Slowly Sinking -or-
Post-Truth Worm Salute

Ben Sisto with Vickie Hayward
For Ace Hotel Artists in Residence
24 June 2014 & 22 March 2017
Middlesex Filter Beds Nature Reserve, London

Slowly Sinking —a series of projects inspired by Charles Darwin's book The Formation of Vegetable Mould through the Action of Worms— began to take shape during June of 2014 when artist Ben Sisto (New York) collaborated with a London-based pagan guide called Vickie Hayward to instigate a project involving worms residing in the Middlesex Filter Beds Weir area of Hackney Marshes / Middlesex Filter Beds Nature Reserve.

In Formation, Darwin describes a process by which objects, including ancient ruins and large stones, are slowly lowered into the earth over generations as a result of worms bringing soil up to the surface from their burrows. In 2014, Hayward chose a site and cleansed three 1£ coins with sage, which Sisto then placed on the earth's surface with a coin toss in the hopes they would be buried by worms.

In another section of the book, Darwin details his studies on the senses of worms, making use of a piano, a bassoon and his own shouts as a means of testing their reaction to sound. In 2017, Sisto produced One for Worms: a text/score based on Darwin's writings which he then recited aloud to an audience of worms.

As a final nod to Darwin's efforts, the pair visited the Reserves again on the morning of 22 March 2017 with tools supplied by the Earthworm Society of Britain, and conducted an amateur survey of soil conditions and the local worm population.

+ Process & Site Documentation
+ Field Report
+ One for Worms 

Ben thanks Vickie Hayward, Tas Elias, Neil Anderson, Andy Keay and Keiron Brown.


## Prompt:
Records follow. Pull out every line that contains "Estimated".

## Information provided:
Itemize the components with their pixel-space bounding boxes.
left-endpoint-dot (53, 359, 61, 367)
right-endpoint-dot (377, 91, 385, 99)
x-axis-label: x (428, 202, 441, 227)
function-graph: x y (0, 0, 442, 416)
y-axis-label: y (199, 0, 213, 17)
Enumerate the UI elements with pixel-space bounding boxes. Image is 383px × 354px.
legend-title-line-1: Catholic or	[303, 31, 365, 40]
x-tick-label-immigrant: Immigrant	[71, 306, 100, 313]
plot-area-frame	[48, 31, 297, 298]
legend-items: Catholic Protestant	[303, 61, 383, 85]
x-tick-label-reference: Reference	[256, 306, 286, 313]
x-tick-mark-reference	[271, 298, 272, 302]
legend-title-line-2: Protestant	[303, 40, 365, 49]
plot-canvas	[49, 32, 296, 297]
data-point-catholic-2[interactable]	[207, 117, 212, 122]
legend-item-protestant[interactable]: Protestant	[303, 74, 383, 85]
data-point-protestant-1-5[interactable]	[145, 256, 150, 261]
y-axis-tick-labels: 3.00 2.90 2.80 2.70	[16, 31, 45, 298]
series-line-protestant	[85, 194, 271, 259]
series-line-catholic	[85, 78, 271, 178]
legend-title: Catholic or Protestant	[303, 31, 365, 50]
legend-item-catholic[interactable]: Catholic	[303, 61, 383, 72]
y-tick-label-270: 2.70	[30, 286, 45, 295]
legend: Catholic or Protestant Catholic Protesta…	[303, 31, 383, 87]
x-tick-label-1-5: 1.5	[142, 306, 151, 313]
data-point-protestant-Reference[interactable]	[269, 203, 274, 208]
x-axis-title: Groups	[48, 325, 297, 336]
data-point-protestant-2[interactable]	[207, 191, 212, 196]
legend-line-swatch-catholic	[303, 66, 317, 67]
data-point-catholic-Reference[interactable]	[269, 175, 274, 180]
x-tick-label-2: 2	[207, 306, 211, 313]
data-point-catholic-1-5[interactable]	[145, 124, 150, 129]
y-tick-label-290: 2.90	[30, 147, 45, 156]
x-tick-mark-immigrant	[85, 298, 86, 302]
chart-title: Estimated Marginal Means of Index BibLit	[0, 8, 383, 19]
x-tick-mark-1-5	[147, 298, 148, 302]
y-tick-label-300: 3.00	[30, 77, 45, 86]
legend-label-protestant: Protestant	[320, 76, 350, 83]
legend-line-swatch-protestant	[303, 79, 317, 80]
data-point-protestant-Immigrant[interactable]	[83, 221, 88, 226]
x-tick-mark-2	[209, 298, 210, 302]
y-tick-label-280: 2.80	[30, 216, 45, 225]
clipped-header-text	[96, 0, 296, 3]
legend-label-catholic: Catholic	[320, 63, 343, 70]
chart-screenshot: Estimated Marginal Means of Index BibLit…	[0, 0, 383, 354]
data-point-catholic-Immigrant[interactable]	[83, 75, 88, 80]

==

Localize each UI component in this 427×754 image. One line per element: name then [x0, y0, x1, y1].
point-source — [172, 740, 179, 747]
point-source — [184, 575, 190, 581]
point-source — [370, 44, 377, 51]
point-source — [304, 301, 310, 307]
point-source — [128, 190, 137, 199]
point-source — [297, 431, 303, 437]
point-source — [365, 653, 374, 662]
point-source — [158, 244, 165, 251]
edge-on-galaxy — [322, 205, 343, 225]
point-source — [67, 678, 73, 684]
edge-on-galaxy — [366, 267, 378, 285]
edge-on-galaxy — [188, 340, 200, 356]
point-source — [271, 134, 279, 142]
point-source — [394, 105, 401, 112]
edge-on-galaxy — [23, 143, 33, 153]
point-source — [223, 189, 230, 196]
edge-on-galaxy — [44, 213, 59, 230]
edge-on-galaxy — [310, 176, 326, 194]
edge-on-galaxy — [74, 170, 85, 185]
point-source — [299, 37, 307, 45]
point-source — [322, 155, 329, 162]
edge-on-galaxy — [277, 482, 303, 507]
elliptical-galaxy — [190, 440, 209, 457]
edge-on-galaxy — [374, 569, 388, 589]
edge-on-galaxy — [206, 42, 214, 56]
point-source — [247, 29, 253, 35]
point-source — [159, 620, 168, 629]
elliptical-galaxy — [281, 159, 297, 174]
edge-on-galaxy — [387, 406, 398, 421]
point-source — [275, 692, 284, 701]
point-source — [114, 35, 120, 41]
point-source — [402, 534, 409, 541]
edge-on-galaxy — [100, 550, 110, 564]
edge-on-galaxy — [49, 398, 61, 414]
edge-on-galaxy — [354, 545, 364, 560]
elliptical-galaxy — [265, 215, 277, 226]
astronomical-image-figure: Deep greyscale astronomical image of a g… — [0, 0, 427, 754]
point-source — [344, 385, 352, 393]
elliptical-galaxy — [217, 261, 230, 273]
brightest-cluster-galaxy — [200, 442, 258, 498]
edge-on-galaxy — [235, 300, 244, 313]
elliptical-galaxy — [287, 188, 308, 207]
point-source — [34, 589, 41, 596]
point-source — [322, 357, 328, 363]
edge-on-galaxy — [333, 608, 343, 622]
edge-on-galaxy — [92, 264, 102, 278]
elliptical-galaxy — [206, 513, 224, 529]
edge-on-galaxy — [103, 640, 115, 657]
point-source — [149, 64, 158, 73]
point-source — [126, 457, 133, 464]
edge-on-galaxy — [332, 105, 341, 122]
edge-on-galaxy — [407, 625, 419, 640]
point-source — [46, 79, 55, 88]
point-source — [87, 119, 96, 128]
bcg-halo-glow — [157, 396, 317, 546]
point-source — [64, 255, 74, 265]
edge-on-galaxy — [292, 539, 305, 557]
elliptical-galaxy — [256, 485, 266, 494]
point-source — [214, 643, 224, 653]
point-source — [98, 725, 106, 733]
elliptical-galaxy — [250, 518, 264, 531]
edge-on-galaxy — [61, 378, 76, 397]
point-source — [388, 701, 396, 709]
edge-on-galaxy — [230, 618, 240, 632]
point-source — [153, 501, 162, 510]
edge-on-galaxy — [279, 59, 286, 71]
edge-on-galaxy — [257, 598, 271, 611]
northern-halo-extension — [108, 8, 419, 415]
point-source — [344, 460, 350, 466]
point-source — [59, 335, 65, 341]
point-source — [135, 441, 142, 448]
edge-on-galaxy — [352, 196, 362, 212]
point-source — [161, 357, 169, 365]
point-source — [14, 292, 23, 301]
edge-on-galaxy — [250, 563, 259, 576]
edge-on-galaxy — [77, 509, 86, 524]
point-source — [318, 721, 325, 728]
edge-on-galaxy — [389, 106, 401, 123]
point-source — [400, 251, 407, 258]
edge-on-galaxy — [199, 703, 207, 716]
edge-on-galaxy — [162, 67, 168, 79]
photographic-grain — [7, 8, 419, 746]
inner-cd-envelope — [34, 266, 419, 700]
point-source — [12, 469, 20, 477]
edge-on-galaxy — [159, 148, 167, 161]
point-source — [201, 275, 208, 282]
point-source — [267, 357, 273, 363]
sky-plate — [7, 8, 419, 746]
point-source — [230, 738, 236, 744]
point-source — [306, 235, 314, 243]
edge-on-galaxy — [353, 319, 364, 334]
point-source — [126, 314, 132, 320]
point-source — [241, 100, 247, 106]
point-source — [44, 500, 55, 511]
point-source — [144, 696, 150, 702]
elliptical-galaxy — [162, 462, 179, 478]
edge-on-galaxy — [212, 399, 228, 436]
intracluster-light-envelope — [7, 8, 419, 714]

## Response to the task:
chart-title: Estimated Marginal Means of Index BibLit	[0, 8, 383, 19]
chart-screenshot: Estimated Marginal Means of Index BibLit…	[0, 0, 383, 354]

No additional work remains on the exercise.